MAX KINGSLEY-JONES / LONDON

KLM's UK subsidiary aims to improve its standing in the European low fare arena

Buzz, the London Stansted-based low fare arm of KLM, has unveiled an aggressive network expansion plan for 2002 as it seeks to assert itself in the French market by adding 13 new routes.

From the end of March, the airline will add nine new French destinations from Stansted - Brest, Caen, Dijon, Bergerac, Grenoble, Limoges, Rouen, Toulon-St Tropez and Tours, boosting its French network to 15 destinations.

The airline will serve more points in France from the UK than any other carrier, and expects its passenger traffic to rise by 56% next year as a result of the expansion. Services from London to Helsinki and Milan are being dropped to provide capacity for the French expansion.

"As the last player to enter the [European] low fare market, having at least one country where we are the strongest helps us move up the pecking order," says commercial director Tony Camacho.

Buzz has also added four French domestic services from points it already serves from London: Bordeaux to Grenoble and Toulon, Brest-Marseilles and Toulouse-Grenoble. Camacho says that the airline has chosen to fly east-west routes where there are poor connections. "We've taken care not to go head-to-head with the TGV high speed train," he says.

Spun off from KLMuk in1999, Buzz operates eight BAe 146-300s and two Boeing 737-300s. According to Camacho, the airline increased its capacity by 16% in 2001 and will expand by a further 20% next year, purely through better aircraft utilisation and increased flying.

"It's taken time to get from being a medium-cost operator to a fully low-cost carrier," he says.

Next year, Buzz expects to finalise a long-term fleet plan, as some of its BAe 146 leases are due to expire in early 2003. "Clearly if we were operating an all-737 fleet today we would have a better return," says Comacho, suggesting the airline is likely to standardise on the Boeing twinjet.

Parent company KLM, which also has the "no frills" Basiq Air brand in the Netherlands, has been evaluating its long term future in the low cost market sector.

Although it says that following the terrorist attacks in the USA, it is "profiting from having low cost divisions, as the traditional airline market has fallen back", KLM will not decide on its long-term strategy in the sector until the airline business "settles down".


§ Work to be completed
Would you write out the entries again, exactly as they are, but without images?

§ Stored items
======

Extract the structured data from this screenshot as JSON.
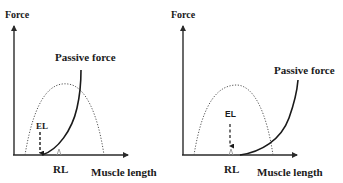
{
  "panels": [
    {
      "id": "left",
      "y_axis_label": "Force",
      "x_axis_label": "Muscle length",
      "passive_label": "Passive force",
      "el_label": "EL",
      "rl_label": "RL",
      "note": "EL to the left of RL (elongated/lengthened state): passive force curve begins at EL"
    },
    {
      "id": "right",
      "y_axis_label": "Force",
      "x_axis_label": "Muscle length",
      "passive_label": "Passive force",
      "el_label": "EL",
      "rl_label": "RL",
      "note": "EL coincides with RL; passive force curve begins to the right of RL"
    }
  ],
  "colors": {
    "axis": "#2a2a2a",
    "curve": "#1a1a1a",
    "dotted": "#555555",
    "tick": "#999999"
  }
}
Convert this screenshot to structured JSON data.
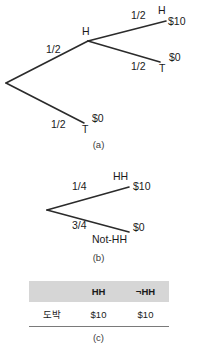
{
  "figure_a": {
    "caption": "(a)",
    "root_label": "",
    "branches": [
      {
        "id": "root-to-h",
        "probability": "1/2",
        "outcome": "H",
        "payoff": ""
      },
      {
        "id": "h-to-hh",
        "probability": "1/2",
        "outcome": "H",
        "payoff": "$10"
      },
      {
        "id": "h-to-ht",
        "probability": "1/2",
        "outcome": "T",
        "payoff": "$0"
      },
      {
        "id": "root-to-t",
        "probability": "1/2",
        "outcome": "T",
        "payoff": "$0"
      }
    ]
  },
  "figure_b": {
    "caption": "(b)",
    "branches": [
      {
        "id": "hh",
        "probability": "1/4",
        "outcome": "HH",
        "payoff": "$10"
      },
      {
        "id": "not-hh",
        "probability": "3/4",
        "outcome": "Not-HH",
        "payoff": "$0"
      }
    ]
  },
  "figure_c": {
    "caption": "(c)",
    "table": {
      "corner_header": "",
      "column_headers": [
        "HH",
        "¬HH"
      ],
      "rows": [
        {
          "label": "도박",
          "values": [
            "$10",
            "$10"
          ]
        }
      ]
    }
  },
  "colors": {
    "line": "#2b2b2b",
    "text": "#1a1a1a",
    "table_header_bg": "#d6d6d6",
    "table_rule": "#7a7a7a",
    "background": "#ffffff"
  }
}
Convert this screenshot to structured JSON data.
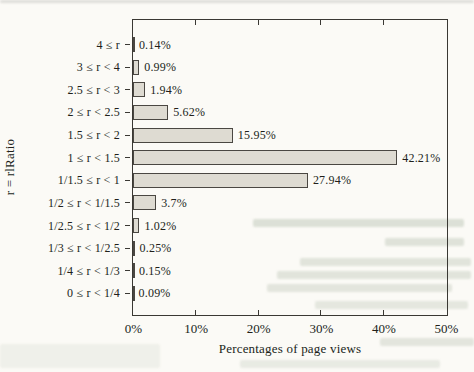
{
  "figure": {
    "background_color": "#fbfaf6",
    "frame_color": "#3a3833",
    "bar_fill_color": "#dedbd2",
    "bar_border_color": "#4a4742",
    "text_color": "#211f1a"
  },
  "chart_data": {
    "type": "bar",
    "orientation": "horizontal",
    "title": "",
    "xlabel": "Percentages of page views",
    "ylabel": "r = rlRatio",
    "xlim": [
      0,
      50
    ],
    "grid": false,
    "legend": "none",
    "categories": [
      "4 ≤ r",
      "3 ≤ r < 4",
      "2.5 ≤ r < 3",
      "2 ≤ r < 2.5",
      "1.5 ≤ r < 2",
      "1 ≤ r < 1.5",
      "1/1.5 ≤ r < 1",
      "1/2 ≤ r < 1/1.5",
      "1/2.5 ≤ r < 1/2",
      "1/3 ≤ r < 1/2.5",
      "1/4 ≤ r < 1/3",
      "0 ≤ r < 1/4"
    ],
    "values": [
      0.14,
      0.99,
      1.94,
      5.62,
      15.95,
      42.21,
      27.94,
      3.7,
      1.02,
      0.25,
      0.15,
      0.09
    ],
    "value_labels": [
      "0.14%",
      "0.99%",
      "1.94%",
      "5.62%",
      "15.95%",
      "42.21%",
      "27.94%",
      "3.7%",
      "1.02%",
      "0.25%",
      "0.15%",
      "0.09%"
    ],
    "x_tick_values": [
      0,
      10,
      20,
      30,
      40,
      50
    ],
    "x_tick_labels": [
      "0%",
      "10%",
      "20%",
      "30%",
      "40%",
      "50%"
    ]
  }
}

======

§ Solution for this problem
Extract the structured data from this screenshot as JSON.
{
  "panels": [
    {
      "id": "left",
      "y_axis_label": "Force",
      "x_axis_label": "Muscle length",
      "passive_label": "Passive force",
      "el_label": "EL",
      "rl_label": "RL",
      "note": "EL to the left of RL (elongated/lengthened state): passive force curve begins at EL"
    },
    {
      "id": "right",
      "y_axis_label": "Force",
      "x_axis_label": "Muscle length",
      "passive_label": "Passive force",
      "el_label": "EL",
      "rl_label": "RL",
      "note": "EL coincides with RL; passive force curve begins to the right of RL"
    }
  ],
  "colors": {
    "axis": "#2a2a2a",
    "curve": "#1a1a1a",
    "dotted": "#555555",
    "tick": "#999999"
  }
}
Convert this screenshot to structured JSON data.
{
  "figure_a": {
    "caption": "(a)",
    "root_label": "",
    "branches": [
      {
        "id": "root-to-h",
        "probability": "1/2",
        "outcome": "H",
        "payoff": ""
      },
      {
        "id": "h-to-hh",
        "probability": "1/2",
        "outcome": "H",
        "payoff": "$10"
      },
      {
        "id": "h-to-ht",
        "probability": "1/2",
        "outcome": "T",
        "payoff": "$0"
      },
      {
        "id": "root-to-t",
        "probability": "1/2",
        "outcome": "T",
        "payoff": "$0"
      }
    ]
  },
  "figure_b": {
    "caption": "(b)",
    "branches": [
      {
        "id": "hh",
        "probability": "1/4",
        "outcome": "HH",
        "payoff": "$10"
      },
      {
        "id": "not-hh",
        "probability": "3/4",
        "outcome": "Not-HH",
        "payoff": "$0"
      }
    ]
  },
  "figure_c": {
    "caption": "(c)",
    "table": {
      "corner_header": "",
      "column_headers": [
        "HH",
        "¬HH"
      ],
      "rows": [
        {
          "label": "도박",
          "values": [
            "$10",
            "$10"
          ]
        }
      ]
    }
  },
  "colors": {
    "line": "#2b2b2b",
    "text": "#1a1a1a",
    "table_header_bg": "#d6d6d6",
    "table_rule": "#7a7a7a",
    "background": "#ffffff"
  }
}
Convert this screenshot to structured JSON data.
{
  "figure": {
    "background_color": "#fbfaf6",
    "frame_color": "#3a3833",
    "bar_fill_color": "#dedbd2",
    "bar_border_color": "#4a4742",
    "text_color": "#211f1a"
  },
  "chart_data": {
    "type": "bar",
    "orientation": "horizontal",
    "title": "",
    "xlabel": "Percentages of page views",
    "ylabel": "r = rlRatio",
    "xlim": [
      0,
      50
    ],
    "grid": false,
    "legend": "none",
    "categories": [
      "4 ≤ r",
      "3 ≤ r < 4",
      "2.5 ≤ r < 3",
      "2 ≤ r < 2.5",
      "1.5 ≤ r < 2",
      "1 ≤ r < 1.5",
      "1/1.5 ≤ r < 1",
      "1/2 ≤ r < 1/1.5",
      "1/2.5 ≤ r < 1/2",
      "1/3 ≤ r < 1/2.5",
      "1/4 ≤ r < 1/3",
      "0 ≤ r < 1/4"
    ],
    "values": [
      0.14,
      0.99,
      1.94,
      5.62,
      15.95,
      42.21,
      27.94,
      3.7,
      1.02,
      0.25,
      0.15,
      0.09
    ],
    "value_labels": [
      "0.14%",
      "0.99%",
      "1.94%",
      "5.62%",
      "15.95%",
      "42.21%",
      "27.94%",
      "3.7%",
      "1.02%",
      "0.25%",
      "0.15%",
      "0.09%"
    ],
    "x_tick_values": [
      0,
      10,
      20,
      30,
      40,
      50
    ],
    "x_tick_labels": [
      "0%",
      "10%",
      "20%",
      "30%",
      "40%",
      "50%"
    ]
  }
}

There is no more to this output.